There are no reference points, no horizon you can fix your eye on, no ambient glow from a distant town to remind you that the rest of the world still exists. You are, by every meaningful measure, entirely alone with the landscape and the sky.


A vaulted sky above you...


And what a sky it is. The Milky Way on a clear dry season night above the Makgadikgadi is the kind of sight that recalibrates your sense of scale in a way that is very difficult to articulate afterwards and completely impossible to forget. 


Away from any source of light pollution, the stars are not the handful of bright points you see from a city or even a well-lit camp but a vast, dense, almost overwhelming canopy of light that stretches from one edge of the pan to the other and reflects, on still nights, in whatever thin sheen of moisture the salt surface holds. 


Astrophotographers come from considerable distances specifically for this, and one night under that sky makes it immediately clear why. The sleep-out is best experienced during the dry season, when the nights are cold and crystalline and the pans are at their most elemental, and it is the kind of experience that tends to become, without any exaggeration, the thing people talk about most when they get home.


The hub of something larger


Zoroga sits at the heart of Nxai Explore's Makgadikgadi offering as well, serving as a base for mobile expedition guests and self-drive travellers working their way through itineraries that Nxai Travel's team has built around genuine, personal knowledge of this landscape. The camp also provides the perfect setting for yoga and wellness retreats, where the silence and the space and the sheer, humbling scale of the pan do therapeutic work that no studio environment could approach.

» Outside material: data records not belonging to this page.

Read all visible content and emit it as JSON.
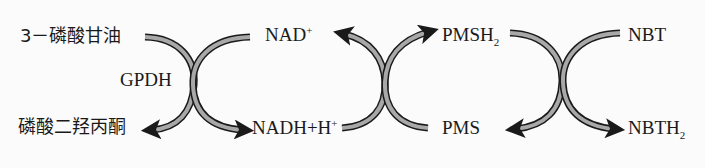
{
  "diagram": {
    "type": "coupled-redox-reaction-scheme",
    "colors": {
      "arrow_fill": "#a8a8a8",
      "arrow_stroke": "#1a1a1a",
      "text": "#1a1a1a"
    },
    "reaction1": {
      "substrate": "3－磷酸甘油",
      "enzyme": "GPDH",
      "product": "磷酸二羟丙酮",
      "cofactor_in": {
        "base": "NAD",
        "sup": "+"
      },
      "cofactor_out": {
        "base": "NADH+H",
        "sup": "+"
      }
    },
    "reaction2": {
      "reduced": {
        "base": "PMSH",
        "sub": "2"
      },
      "oxidized": "PMS"
    },
    "reaction3": {
      "substrate": "NBT",
      "product": {
        "base": "NBTH",
        "sub": "2"
      }
    }
  }
}
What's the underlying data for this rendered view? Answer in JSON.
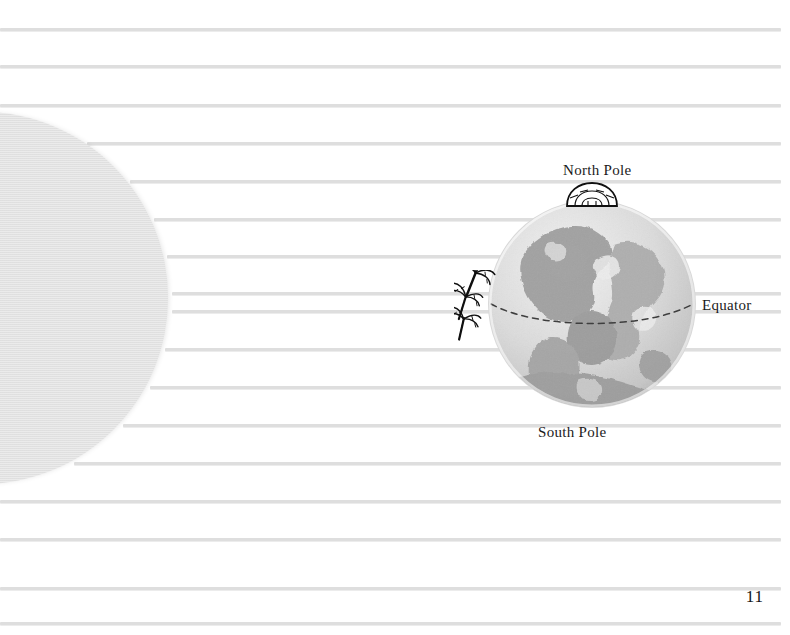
{
  "page": {
    "kind": "notebook-page",
    "page_number": "11",
    "background_color": "#ffffff",
    "rule_color": "#dedede",
    "ink_color": "#1b1b1b",
    "disc_color": "#e2e2e2",
    "width": 790,
    "height": 635
  },
  "ruled_lines": {
    "count": 17,
    "color": "#dedede",
    "thickness_px": 3,
    "right_edge_x": 781,
    "y_positions": [
      28,
      65,
      104,
      142,
      180,
      218,
      255,
      292,
      310,
      348,
      386,
      424,
      462,
      500,
      538,
      587,
      622
    ]
  },
  "page_disc": {
    "name": "facing-page-disc",
    "center_x": -18,
    "center_y": 298,
    "radius": 186,
    "color": "#e2e2e2"
  },
  "illustration": {
    "name": "earth-globe-diagram",
    "globe": {
      "center_x": 592,
      "center_y": 304,
      "radius": 104,
      "ocean_color": "#d9d9d9",
      "land_color": "#a8a8a8",
      "highlight_color": "#efefef"
    },
    "equator_line": {
      "style": "dashed",
      "color": "#3a3a3a"
    },
    "igloo": {
      "name": "igloo-icon",
      "location": "north-pole",
      "color": "#101010"
    },
    "palm_trees": {
      "name": "palm-tree-icon",
      "count": 3,
      "location": "equator-west",
      "color": "#101010"
    }
  },
  "labels": {
    "north_pole": "North Pole",
    "south_pole": "South Pole",
    "equator": "Equator"
  }
}
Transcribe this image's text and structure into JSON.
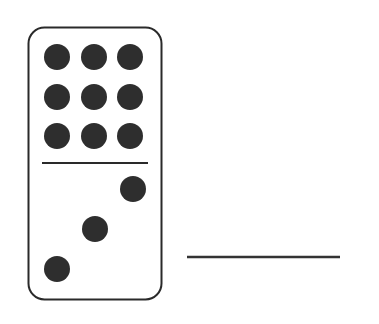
{
  "domino": {
    "top_value": 9,
    "bottom_value": 3,
    "pip_color": "#2e2e2e",
    "outline_color": "#2a2a2a"
  },
  "answer_line": {
    "value": ""
  }
}
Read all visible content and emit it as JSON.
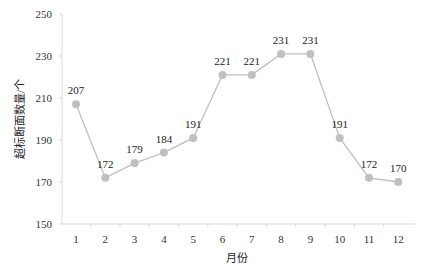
{
  "chart_data": {
    "type": "line",
    "title": "",
    "xlabel": "月份",
    "ylabel": "超标断面数量/个",
    "categories": [
      "1",
      "2",
      "3",
      "4",
      "5",
      "6",
      "7",
      "8",
      "9",
      "10",
      "11",
      "12"
    ],
    "series": [
      {
        "name": "超标断面数量",
        "values": [
          207,
          172,
          179,
          184,
          191,
          221,
          221,
          231,
          231,
          191,
          172,
          170
        ],
        "color": "#c0c0c0"
      }
    ],
    "ylim": [
      150,
      250
    ],
    "yticks": [
      150,
      170,
      190,
      210,
      230,
      250
    ],
    "grid": false,
    "legend": "none",
    "data_labels": true
  }
}
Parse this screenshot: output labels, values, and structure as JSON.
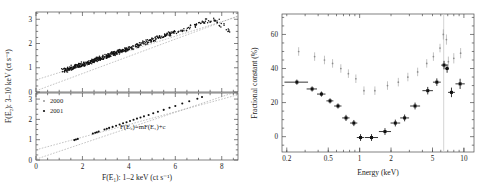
{
  "figure": {
    "left_panel": {
      "xlabel": "F(E₁): 1–2 keV (ct s⁻¹)",
      "ylabel": "F(E₂): 3–10 keV (ct s⁻¹)",
      "equation": "F(E₂)=mF(E₁)+c",
      "legend": [
        {
          "label": "2000",
          "marker": "dot-grey"
        },
        {
          "label": "2001",
          "marker": "dot-dark"
        }
      ],
      "xticks": [
        "0",
        "2",
        "4",
        "6",
        "8"
      ],
      "yticks_top": [
        "0",
        "1",
        "2",
        "3"
      ],
      "yticks_bottom": [
        "0",
        "1",
        "2",
        "3"
      ]
    },
    "right_panel": {
      "xlabel": "Energy (keV)",
      "ylabel": "Fractional constant (%)",
      "xticks": [
        "0.2",
        "0.5",
        "1",
        "2",
        "5",
        "10"
      ],
      "yticks": [
        "0",
        "20",
        "40",
        "60"
      ]
    }
  },
  "chart_data": [
    {
      "type": "scatter",
      "panel": "left-top",
      "title": "",
      "xlabel": "F(E₁): 1–2 keV (ct s⁻¹)",
      "ylabel": "F(E₂): 3–10 keV (ct s⁻¹)",
      "xlim": [
        0,
        8.7
      ],
      "ylim": [
        0,
        3.3
      ],
      "grid": false,
      "legend_position": "none",
      "series": [
        {
          "name": "2000",
          "marker": "filled-circle",
          "color": "#111111",
          "points": [
            [
              1.2,
              0.88
            ],
            [
              1.25,
              0.9
            ],
            [
              1.3,
              0.92
            ],
            [
              1.35,
              0.93
            ],
            [
              1.4,
              0.95
            ],
            [
              1.45,
              0.97
            ],
            [
              1.5,
              0.99
            ],
            [
              1.55,
              1.0
            ],
            [
              1.6,
              1.02
            ],
            [
              1.65,
              1.04
            ],
            [
              1.7,
              1.05
            ],
            [
              1.75,
              1.07
            ],
            [
              1.8,
              1.08
            ],
            [
              1.85,
              1.1
            ],
            [
              1.9,
              1.11
            ],
            [
              1.95,
              1.13
            ],
            [
              2.0,
              1.14
            ],
            [
              2.05,
              1.16
            ],
            [
              2.1,
              1.17
            ],
            [
              2.15,
              1.19
            ],
            [
              2.2,
              1.2
            ],
            [
              2.25,
              1.22
            ],
            [
              2.3,
              1.24
            ],
            [
              2.35,
              1.25
            ],
            [
              2.4,
              1.27
            ],
            [
              2.45,
              1.28
            ],
            [
              2.5,
              1.3
            ],
            [
              2.55,
              1.32
            ],
            [
              2.6,
              1.33
            ],
            [
              2.65,
              1.35
            ],
            [
              2.7,
              1.37
            ],
            [
              2.75,
              1.38
            ],
            [
              2.8,
              1.4
            ],
            [
              2.85,
              1.42
            ],
            [
              2.9,
              1.43
            ],
            [
              2.95,
              1.45
            ],
            [
              3.0,
              1.47
            ],
            [
              3.05,
              1.48
            ],
            [
              3.1,
              1.5
            ],
            [
              3.15,
              1.52
            ],
            [
              3.2,
              1.53
            ],
            [
              3.25,
              1.55
            ],
            [
              3.3,
              1.57
            ],
            [
              3.35,
              1.58
            ],
            [
              3.4,
              1.6
            ],
            [
              3.45,
              1.62
            ],
            [
              3.5,
              1.63
            ],
            [
              3.55,
              1.65
            ],
            [
              3.6,
              1.67
            ],
            [
              3.65,
              1.68
            ],
            [
              3.7,
              1.7
            ],
            [
              3.75,
              1.72
            ],
            [
              3.8,
              1.73
            ],
            [
              3.85,
              1.75
            ],
            [
              3.9,
              1.77
            ],
            [
              3.95,
              1.78
            ],
            [
              4.0,
              1.8
            ],
            [
              4.1,
              1.83
            ],
            [
              4.2,
              1.87
            ],
            [
              4.3,
              1.9
            ],
            [
              4.4,
              1.93
            ],
            [
              4.5,
              1.97
            ],
            [
              4.6,
              2.0
            ],
            [
              4.7,
              2.03
            ],
            [
              4.8,
              2.07
            ],
            [
              4.9,
              2.1
            ],
            [
              5.0,
              2.13
            ],
            [
              5.1,
              2.17
            ],
            [
              5.2,
              2.2
            ],
            [
              5.3,
              2.23
            ],
            [
              5.4,
              2.27
            ],
            [
              5.5,
              2.3
            ],
            [
              5.6,
              2.33
            ],
            [
              5.7,
              2.37
            ],
            [
              5.8,
              2.4
            ],
            [
              5.9,
              2.43
            ],
            [
              6.0,
              2.47
            ],
            [
              6.2,
              2.53
            ],
            [
              6.4,
              2.6
            ],
            [
              6.6,
              2.67
            ],
            [
              6.8,
              2.73
            ],
            [
              7.0,
              2.8
            ],
            [
              7.2,
              2.87
            ],
            [
              7.4,
              2.93
            ],
            [
              7.6,
              2.97
            ],
            [
              7.8,
              2.93
            ],
            [
              8.0,
              2.75
            ],
            [
              8.3,
              2.55
            ]
          ]
        }
      ],
      "fit_lines": [
        {
          "name": "fit-steep",
          "slope": 0.355,
          "intercept": 0.05,
          "style": "dotted"
        },
        {
          "name": "fit-shallow",
          "slope": 0.3,
          "intercept": 0.5,
          "style": "dotted"
        }
      ]
    },
    {
      "type": "scatter",
      "panel": "left-bottom",
      "title": "",
      "xlabel": "F(E₁): 1–2 keV (ct s⁻¹)",
      "ylabel": "F(E₂): 3–10 keV (ct s⁻¹)",
      "xlim": [
        0,
        8.7
      ],
      "ylim": [
        0,
        3.3
      ],
      "grid": false,
      "legend_position": "upper-left",
      "series": [
        {
          "name": "2001",
          "marker": "filled-circle",
          "color": "#111111",
          "points": [
            [
              1.65,
              0.98
            ],
            [
              1.72,
              1.01
            ],
            [
              1.8,
              1.04
            ],
            [
              2.45,
              1.3
            ],
            [
              2.55,
              1.34
            ],
            [
              2.62,
              1.37
            ],
            [
              2.7,
              1.4
            ],
            [
              2.95,
              1.5
            ],
            [
              3.05,
              1.54
            ],
            [
              3.15,
              1.58
            ],
            [
              3.3,
              1.63
            ],
            [
              3.45,
              1.69
            ],
            [
              3.6,
              1.75
            ],
            [
              3.75,
              1.81
            ],
            [
              3.9,
              1.86
            ],
            [
              4.05,
              1.92
            ],
            [
              4.2,
              1.98
            ],
            [
              4.35,
              2.04
            ],
            [
              4.5,
              2.09
            ],
            [
              4.65,
              2.15
            ],
            [
              4.85,
              2.22
            ],
            [
              5.05,
              2.3
            ],
            [
              5.25,
              2.38
            ],
            [
              5.5,
              2.47
            ],
            [
              5.75,
              2.57
            ],
            [
              6.0,
              2.66
            ],
            [
              6.3,
              2.78
            ],
            [
              6.6,
              2.89
            ],
            [
              6.95,
              3.02
            ],
            [
              7.15,
              3.1
            ]
          ]
        }
      ],
      "fit_lines": [
        {
          "name": "fit-steep",
          "slope": 0.385,
          "intercept": 0.04,
          "style": "dotted"
        },
        {
          "name": "fit-shallow",
          "slope": 0.312,
          "intercept": 0.5,
          "style": "dotted"
        }
      ],
      "annotations": [
        {
          "text": "F(E₂)=mF(E₁)+c",
          "x": 4.6,
          "y": 1.55
        }
      ]
    },
    {
      "type": "scatter",
      "panel": "right",
      "title": "",
      "xlabel": "Energy (keV)",
      "ylabel": "Fractional constant (%)",
      "xscale": "log",
      "xlim": [
        0.18,
        12.5
      ],
      "ylim": [
        -9,
        72
      ],
      "grid": false,
      "legend_position": "none",
      "vertical_marker": {
        "x": 6.4,
        "color": "#c8c8c8"
      },
      "series": [
        {
          "name": "2001",
          "marker": "filled-square",
          "color": "#111111",
          "points": [
            {
              "x": 0.25,
              "y": 32,
              "xerr_lo": 0.06,
              "xerr_hi": 0.07,
              "yerr": 1.5
            },
            {
              "x": 0.35,
              "y": 28,
              "xerr_lo": 0.04,
              "xerr_hi": 0.04,
              "yerr": 1.5
            },
            {
              "x": 0.43,
              "y": 25,
              "xerr_lo": 0.04,
              "xerr_hi": 0.04,
              "yerr": 1.5
            },
            {
              "x": 0.52,
              "y": 21,
              "xerr_lo": 0.04,
              "xerr_hi": 0.04,
              "yerr": 1.5
            },
            {
              "x": 0.62,
              "y": 18,
              "xerr_lo": 0.05,
              "xerr_hi": 0.05,
              "yerr": 1.5
            },
            {
              "x": 0.74,
              "y": 11,
              "xerr_lo": 0.06,
              "xerr_hi": 0.06,
              "yerr": 1.8
            },
            {
              "x": 0.88,
              "y": 8,
              "xerr_lo": 0.07,
              "xerr_hi": 0.07,
              "yerr": 1.8
            },
            {
              "x": 1.02,
              "y": -0.5,
              "xerr_lo": 0.08,
              "xerr_hi": 0.08,
              "yerr": 2.0
            },
            {
              "x": 1.3,
              "y": -0.5,
              "xerr_lo": 0.18,
              "xerr_hi": 0.2,
              "yerr": 2.0
            },
            {
              "x": 1.75,
              "y": 3,
              "xerr_lo": 0.22,
              "xerr_hi": 0.25,
              "yerr": 2.0
            },
            {
              "x": 2.2,
              "y": 8,
              "xerr_lo": 0.22,
              "xerr_hi": 0.25,
              "yerr": 2.0
            },
            {
              "x": 2.7,
              "y": 11,
              "xerr_lo": 0.25,
              "xerr_hi": 0.28,
              "yerr": 2.0
            },
            {
              "x": 3.4,
              "y": 18,
              "xerr_lo": 0.35,
              "xerr_hi": 0.4,
              "yerr": 2.0
            },
            {
              "x": 4.5,
              "y": 27,
              "xerr_lo": 0.5,
              "xerr_hi": 0.55,
              "yerr": 2.2
            },
            {
              "x": 5.5,
              "y": 32,
              "xerr_lo": 0.45,
              "xerr_hi": 0.5,
              "yerr": 2.2
            },
            {
              "x": 6.45,
              "y": 42,
              "xerr_lo": 0.4,
              "xerr_hi": 0.45,
              "yerr": 2.5
            },
            {
              "x": 6.9,
              "y": 40,
              "xerr_lo": 0.3,
              "xerr_hi": 0.3,
              "yerr": 2.5
            },
            {
              "x": 7.6,
              "y": 26,
              "xerr_lo": 0.55,
              "xerr_hi": 0.6,
              "yerr": 2.8
            },
            {
              "x": 9.2,
              "y": 31,
              "xerr_lo": 0.9,
              "xerr_hi": 1.0,
              "yerr": 3.0
            }
          ]
        },
        {
          "name": "2000",
          "marker": "small-point",
          "color": "#9b9b9b",
          "points": [
            {
              "x": 0.26,
              "y": 50,
              "yerr": 2.5
            },
            {
              "x": 0.37,
              "y": 47,
              "yerr": 2.5
            },
            {
              "x": 0.46,
              "y": 45,
              "yerr": 2.5
            },
            {
              "x": 0.55,
              "y": 43,
              "yerr": 2.5
            },
            {
              "x": 0.66,
              "y": 40,
              "yerr": 2.5
            },
            {
              "x": 0.78,
              "y": 37,
              "yerr": 2.5
            },
            {
              "x": 0.92,
              "y": 34,
              "yerr": 2.5
            },
            {
              "x": 1.1,
              "y": 27,
              "yerr": 2.5
            },
            {
              "x": 1.4,
              "y": 27,
              "yerr": 2.5
            },
            {
              "x": 1.85,
              "y": 30,
              "yerr": 2.5
            },
            {
              "x": 2.35,
              "y": 32,
              "yerr": 2.5
            },
            {
              "x": 2.9,
              "y": 35,
              "yerr": 2.5
            },
            {
              "x": 3.6,
              "y": 38,
              "yerr": 2.5
            },
            {
              "x": 4.4,
              "y": 43,
              "yerr": 2.5
            },
            {
              "x": 5.1,
              "y": 47,
              "yerr": 2.5
            },
            {
              "x": 5.9,
              "y": 52,
              "yerr": 2.5
            },
            {
              "x": 6.35,
              "y": 60,
              "yerr": 3.0
            },
            {
              "x": 6.8,
              "y": 57,
              "yerr": 3.0
            },
            {
              "x": 7.1,
              "y": 44,
              "yerr": 3.0
            },
            {
              "x": 8.0,
              "y": 46,
              "yerr": 3.0
            },
            {
              "x": 9.3,
              "y": 49,
              "yerr": 3.0
            }
          ]
        }
      ]
    }
  ]
}
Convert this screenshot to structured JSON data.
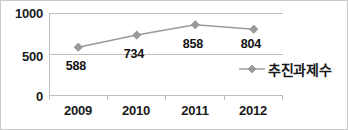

Whether you arrive as a self-driver following your nose across the Botswana interior, as part of a Nxai Explore mobile expedition, or as a wellness retreat guest looking for a setting that will genuinely reset you, Zoroga offers a real, unhurried and deeply personal encounter with one of the most extraordinary landscapes on this continent. This is Nxai Travel's home territory, and Zoroga is where we've chosen to plant our flag in it.